Ipomoea alba flowers are pollinated almost exclusively by sphingid moths (hawkmoths). The white, trumpet-shaped corolla and nocturnal scent emission are textbook examples of the 'sphingophily' pollination syndrome. Hawkmoths can detect the floral volatiles from several hundred metres away and hover in front of the flower while uncoiling a proboscis long enough to reach the nectar at the base of the 10-cm corolla tube. The flower-moth relationship is so specialised that in regions where hawkmoth populations decline, Ipomoea alba fruit set drops to near zero.
Extraction & Chemistry
Extraction method: No commercial extraction exists. The living flowers of Ipomoea alba produce volatile organic compounds (benzyl alcohol, phenylacetaldehyde, methyl benzoate) in quantities sufficient to attract hawkmoth pollinators but insufficient for economic distillation or solvent extraction. No essential oil, absolute, or CO2 extract is listed in any major fragrance-material catalogue. The only registered derivative — Ipomoea bona-nox flower extract (CAS 223749-13-1, INCI: Ipomoea Bona-Nox Flower Extract) — is a cosmetic ingredient classified as a skin-conditioning agent, not a fragrance raw material. The plant's toxic alkaloid content (swainsonine, calystegines) further precludes any extract intended for dermal application at meaningful concentration.
Molecular Formula
N/A — no standard isolate
CAS Number
N/A — no commercial essential oil
Botanical Name
Ipomoea alba
IFRA Status
Not applicable — no commercial extract exists.

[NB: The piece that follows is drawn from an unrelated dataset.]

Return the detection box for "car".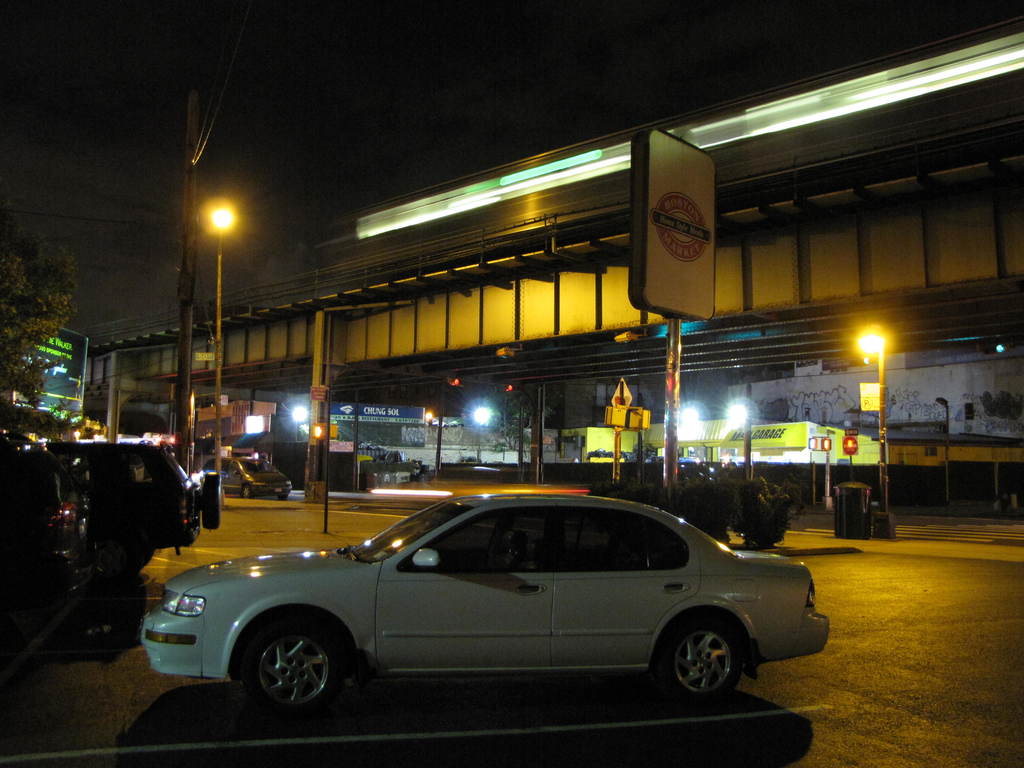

Individual components of a moonflower reconstruction (jasmine absolute, indole, hedione, etc.) have their own IFRA restrictions.
Synonyms
MOONFLOWER · EVENING GLORY
Physical Properties
Odor Strength
Medium
Lasting Power
N/A (no extractive material)
Appearance
N/A — reconstructed accord in perfumery (no standard extract)
In Perfumery
Ipomoea alba has no direct perfumery role — no extract, no isolate, no commercial derivative enters fragrance formulation. The term 'moonflower' in perfumery is a marketing descriptor for fantasy white-floral accords, not a reference to an actual raw material. A plausible moonflower reconstruction would combine jasmine absolute or synthetic jasmonates (hedione, methyl jasmonate) for the indolic-narcotic core, tuberose absolute or synthetic tuberose materials for creamy-lactonic weight, benzyl alcohol for soft balsamic sweetness, phenylacetaldehyde for the rosy-green top, and methyl benzoate for a clean fruity lift. Indole at trace levels (0.05–0.1%) would darken the accord toward a more naturalistic night-flower character. No Premiere Peau fragrance references moonflower as a note.